Northern Ireland

Review: The Osmonds - A New Musical. Where did all those years go?

The Osmonds: A New Musical is cross between an Osmonds tribute gig and a slice of fascinating autobiography. Picture by Pamela Raith.
The Osmonds: A New Musical is cross between an Osmonds tribute gig and a slice of fascinating autobiography. Picture by Pamela Raith. The Osmonds: A New Musical is cross between an Osmonds tribute gig and a slice of fascinating autobiography. Picture by Pamela Raith.

REVIEW

The Osmonds: A New Musical

Grand Opera House

Until Saturday April 16

WHAT makes a good musical? Good music, and The Osmonds: A New Musical, which opened this week at the Grand Opera House, has some of the best.

Numbers like It Takes Two and Long Haired Lover (from Liverpool) transformed the theatre's stalls and circle into a teen pop concert with now mainly matronly fans grooving along.

Jay Osmond's rather good show is in fact a cross between an Osmonds tribute gig, energetically performed by the cast and well directed by Shaun Kerrison, and a slice of fascinating autobiography.

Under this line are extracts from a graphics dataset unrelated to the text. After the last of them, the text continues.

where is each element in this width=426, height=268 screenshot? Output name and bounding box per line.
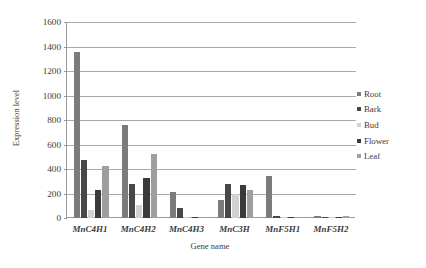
bar <box>102 166 108 218</box>
bar-chart: Expression level 02004006008001000120014… <box>0 0 426 268</box>
bar-groups <box>67 22 356 218</box>
y-axis-tick-label: 1200 <box>27 66 61 76</box>
bar-group <box>122 22 157 218</box>
legend-item[interactable]: Bud <box>357 117 421 133</box>
bar <box>336 217 342 218</box>
x-axis-tick-label: MnF5H1 <box>259 224 307 234</box>
legend-swatch-icon <box>357 139 361 143</box>
bar <box>343 216 349 218</box>
legend-label: Bark <box>364 104 381 114</box>
bar <box>225 184 231 218</box>
bar <box>273 216 279 218</box>
legend-item[interactable]: Bark <box>357 102 421 118</box>
bar <box>170 192 176 218</box>
x-axis-title: Gene name <box>160 241 260 251</box>
x-axis-tick-label: MnF5H2 <box>307 224 355 234</box>
y-axis-title: Expression level <box>9 62 23 174</box>
bar <box>199 217 205 218</box>
legend-swatch-icon <box>357 92 361 96</box>
x-axis-tick-label: MnC4H1 <box>66 224 114 234</box>
bar-group <box>314 22 349 218</box>
legend-item[interactable]: Root <box>357 86 421 102</box>
legend-item[interactable]: Flower <box>357 133 421 149</box>
bar <box>136 205 142 218</box>
bar <box>151 154 157 218</box>
bar <box>232 194 238 219</box>
legend-swatch-icon <box>357 154 361 158</box>
bar-group <box>170 22 205 218</box>
bar <box>322 217 328 218</box>
legend-item[interactable]: Leaf <box>357 148 421 164</box>
bar-group <box>266 22 301 218</box>
x-axis-tick-label: MnC4H2 <box>114 224 162 234</box>
bar <box>329 217 335 218</box>
legend-label: Flower <box>364 136 389 146</box>
bar <box>240 185 246 218</box>
bar <box>95 190 101 218</box>
plot-area <box>66 22 355 218</box>
y-axis-tick-label: 1000 <box>27 91 61 101</box>
bar <box>218 200 224 218</box>
x-axis-tick-label: MnC4H3 <box>162 224 210 234</box>
y-axis-tick-label: 800 <box>27 115 61 125</box>
bar <box>184 217 190 218</box>
bar <box>129 184 135 218</box>
bar <box>74 52 80 218</box>
y-axis-tick-label: 400 <box>27 164 61 174</box>
bar <box>88 210 94 218</box>
bar-group <box>218 22 253 218</box>
bar <box>288 217 294 218</box>
x-axis-tick-label: MnC3H <box>211 224 259 234</box>
y-axis-tick-label: 0 <box>27 213 61 223</box>
legend-label: Bud <box>364 120 379 130</box>
bar <box>177 208 183 218</box>
bar <box>192 217 198 218</box>
y-axis-tick-label: 1600 <box>27 17 61 27</box>
bar <box>247 190 253 218</box>
bar <box>122 125 128 218</box>
legend-swatch-icon <box>357 123 361 127</box>
chart-legend: RootBarkBudFlowerLeaf <box>357 86 421 164</box>
bar <box>314 216 320 218</box>
y-axis-tick-label: 1400 <box>27 42 61 52</box>
bar <box>143 178 149 218</box>
y-axis-tick-label: 200 <box>27 189 61 199</box>
y-axis-title-label: Expression level <box>11 90 21 146</box>
bar <box>81 160 87 218</box>
legend-swatch-icon <box>357 107 361 111</box>
bar <box>281 217 287 218</box>
y-axis-tick-mark <box>64 218 67 219</box>
bar <box>266 176 272 218</box>
legend-label: Leaf <box>364 151 380 161</box>
legend-label: Root <box>364 89 381 99</box>
y-axis-tick-label: 600 <box>27 140 61 150</box>
x-axis-title-label: Gene name <box>191 241 230 251</box>
bar <box>295 217 301 218</box>
bar-group <box>74 22 109 218</box>
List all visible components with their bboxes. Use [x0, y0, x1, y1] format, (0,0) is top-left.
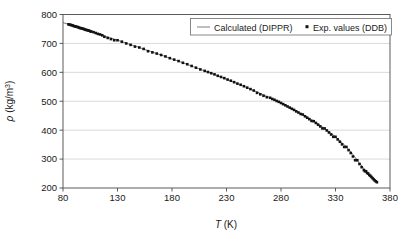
data-point: [213, 73, 216, 76]
y-axis-unit-close: ): [4, 81, 15, 84]
data-point: [256, 92, 259, 95]
data-point: [129, 44, 132, 47]
data-point: [125, 42, 128, 45]
density-temperature-chart: 80130180230280330380 2003004005006007008…: [0, 0, 409, 242]
data-point: [339, 140, 342, 143]
data-point: [155, 52, 158, 55]
legend-square-marker: [306, 25, 309, 28]
data-point: [203, 70, 206, 73]
data-point: [134, 45, 137, 48]
data-point: [259, 93, 262, 96]
data-point: [169, 57, 172, 60]
data-point: [266, 96, 269, 99]
data-point: [116, 39, 119, 42]
data-point: [239, 83, 242, 86]
calculated-curve: [63, 23, 378, 183]
data-point: [230, 79, 233, 82]
data-point: [147, 50, 150, 53]
x-tick-label-80: 80: [58, 192, 69, 203]
data-point: [347, 149, 350, 152]
svg-text:ρ (kg/m3): ρ (kg/m3): [4, 81, 16, 123]
data-point: [341, 143, 344, 146]
data-point: [177, 60, 180, 63]
y-tick-label-800: 800: [41, 9, 57, 20]
x-tick-label-180: 180: [164, 192, 180, 203]
data-point: [352, 155, 355, 158]
x-axis-unit: (K): [224, 219, 237, 230]
experimental-points-group: [67, 23, 378, 183]
data-point: [160, 54, 163, 57]
data-point: [182, 61, 185, 64]
data-point: [330, 133, 333, 136]
legend-label-calculated: Calculated (DIPPR): [214, 23, 293, 33]
data-point: [220, 76, 223, 79]
data-point: [138, 46, 141, 49]
data-point: [334, 136, 337, 139]
y-axis-tick-labels: 200300400500600700800: [41, 9, 57, 194]
data-point: [113, 39, 116, 42]
x-axis-tick-labels: 80130180230280330380: [58, 192, 398, 203]
data-point: [207, 71, 210, 74]
y-tick-label-700: 700: [41, 38, 57, 49]
data-point: [233, 81, 236, 84]
data-point: [186, 63, 189, 66]
x-axis-title: T (K): [215, 219, 237, 230]
axis-ticks: [60, 15, 391, 192]
data-point: [195, 66, 198, 69]
data-point: [103, 35, 106, 38]
y-axis-title: ρ (kg/m3): [4, 81, 16, 123]
data-point: [349, 152, 352, 155]
data-point: [262, 94, 265, 97]
data-point: [121, 40, 124, 43]
data-point: [110, 38, 113, 41]
svg-text:T (K): T (K): [215, 219, 237, 230]
y-tick-label-500: 500: [41, 96, 57, 107]
data-point: [199, 68, 202, 71]
x-tick-label-130: 130: [110, 192, 126, 203]
data-point: [216, 75, 219, 78]
data-point: [336, 138, 339, 141]
data-point: [345, 146, 348, 149]
x-tick-label-280: 280: [273, 192, 289, 203]
x-tick-label-330: 330: [328, 192, 344, 203]
data-point: [252, 89, 255, 92]
y-tick-label-200: 200: [41, 182, 57, 193]
data-point: [190, 65, 193, 68]
x-tick-label-380: 380: [382, 192, 398, 203]
data-point: [243, 85, 246, 88]
data-point: [358, 163, 361, 166]
calculated-curve-group: [63, 23, 378, 183]
data-point: [236, 82, 239, 85]
data-point: [223, 77, 226, 80]
legend-label-experimental: Exp. values (DDB): [313, 23, 387, 33]
chart-legend[interactable]: Calculated (DIPPR) Exp. values (DDB): [191, 19, 392, 36]
data-point: [246, 86, 249, 89]
data-point: [151, 51, 154, 54]
data-point: [376, 181, 379, 184]
data-point: [106, 37, 109, 40]
y-tick-label-400: 400: [41, 125, 57, 136]
data-point: [164, 55, 167, 58]
data-point: [210, 72, 213, 75]
y-tick-label-300: 300: [41, 153, 57, 164]
data-point: [356, 159, 359, 162]
y-tick-label-600: 600: [41, 67, 57, 78]
data-point: [173, 58, 176, 61]
data-point: [142, 48, 145, 51]
y-axis-unit: (kg/m: [4, 88, 15, 113]
data-point: [249, 88, 252, 91]
data-point: [226, 78, 229, 81]
chart-canvas: 80130180230280330380 2003004005006007008…: [0, 0, 409, 242]
data-point: [360, 166, 363, 169]
x-tick-label-230: 230: [219, 192, 235, 203]
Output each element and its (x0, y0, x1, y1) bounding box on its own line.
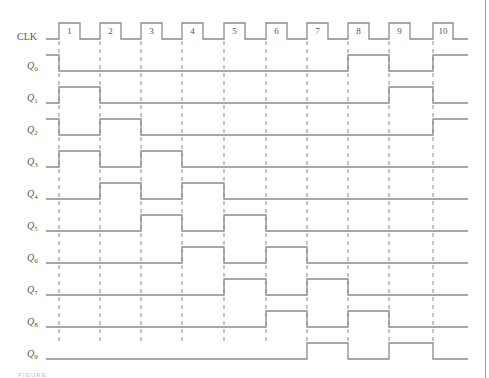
clock-pulse-number: 6 (274, 26, 279, 36)
clock-edge-guides (59, 41, 433, 344)
signal-q3: Q3 (27, 151, 468, 169)
signal-q6: Q6 (27, 247, 468, 265)
clk-label: CLK (17, 31, 38, 42)
q6-label: Q6 (27, 252, 38, 265)
signal-q1: Q1 (27, 87, 468, 105)
q3-wave (46, 151, 468, 167)
signal-waveforms: Q0Q1Q2Q3Q4Q5Q6Q7Q8Q9 (27, 55, 468, 361)
q9-wave (46, 343, 468, 359)
clock-pulse-number: 4 (190, 26, 195, 36)
clock-pulse-number: 10 (439, 26, 449, 36)
clock-pulse-number: 9 (397, 26, 402, 36)
q8-label: Q8 (27, 316, 38, 329)
signal-q9: Q9 (27, 343, 468, 361)
q0-wave (46, 55, 468, 71)
signal-q5: Q5 (27, 215, 468, 233)
signal-q4: Q4 (27, 183, 468, 201)
q7-label: Q7 (27, 284, 38, 297)
q6-wave (46, 247, 468, 263)
q3-label: Q3 (27, 156, 38, 169)
q5-label: Q5 (27, 220, 38, 233)
q1-wave (46, 87, 468, 103)
clock-pulse-number: 2 (108, 26, 113, 36)
clock-pulse-number: 8 (356, 26, 361, 36)
q9-label: Q9 (27, 348, 38, 361)
q7-wave (46, 279, 468, 295)
q4-wave (46, 183, 468, 199)
q4-label: Q4 (27, 188, 38, 201)
figure-caption: FIGURE (18, 372, 47, 378)
clock-pulse-number: 3 (149, 26, 154, 36)
clock-pulse-number: 1 (67, 26, 72, 36)
signal-q8: Q8 (27, 311, 468, 329)
q8-wave (46, 311, 468, 327)
signal-q7: Q7 (27, 279, 468, 297)
clock-pulse-number: 5 (232, 26, 237, 36)
signal-q2: Q2 (27, 119, 468, 137)
clock-pulse-number: 7 (315, 26, 320, 36)
q5-wave (46, 215, 468, 231)
q1-label: Q1 (27, 92, 38, 105)
signal-q0: Q0 (27, 55, 468, 73)
q2-label: Q2 (27, 124, 38, 137)
timing-diagram: CLK12345678910 Q0Q1Q2Q3Q4Q5Q6Q7Q8Q9 (0, 0, 489, 378)
q2-wave (46, 119, 468, 135)
clock-waveform: CLK12345678910 (17, 23, 468, 42)
q0-label: Q0 (27, 60, 38, 73)
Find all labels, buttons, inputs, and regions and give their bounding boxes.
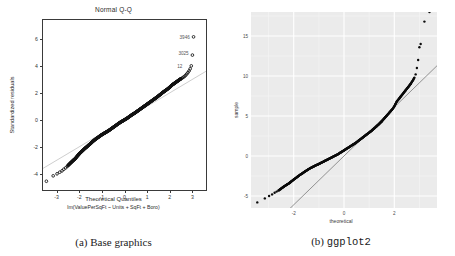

When I interviewed Jay, he said he wanted to get everything accurate. It certainly rings true from when the pint-sized Osmonds started their career fundraising for two older brothers battling deafness.

Their parents, comforting Olive (Nicola Bryan) and stern-to-very-strict ex-Army Sergeant George (Charlie Allen) launched them towards mega stardom after a missed audition in Tinseltown.

As luck - and maybe faith, for this is after all a Mormon family - had it they eventually sang for Mr Walt Disney. Touchingly, Jay our narrator (played very well by engaging Alex Lodge) reveals, the great man drew Mickey Mouse for him, "but I lost the drawing by the end of the day".

The young guys playing the young Osmonds were talented and seriously cute in the Andy Williams Show era. It was tough, though, with long hours, and the demands of the red 'on air' light.

You might have thought the family who inherited musicality and impressive teeth were too squeaky clean for a commercial show. Not so.

There were musical and personal disagreements, with divisions during the Donny and Marie years. Georgia Lennon was good here.

Plus in 1980, after 100 million record sales and more gold and platinum records than the great Elvis (who was a fan), they reached meltdown.

The two elder brothers Alan and Merrill started what turned into a vanity project, the vast Osmond Studios in Utah. They lost all the family's money. A two-year world tour got it all back but the brothers and sister didn't perform together for a long time.

The rest of the second act was a greatest hits extravaganza. Donny became even cuter with a wig and did a slightly self-parodying Puppy Love. We got one of my favourite Osmond outings, Love Me For A Reason; we heard those fabulous hankering intervals rising under the main tune, and yes, your reviewer sang along. A woman in front turned and said, "Where did all those years go?"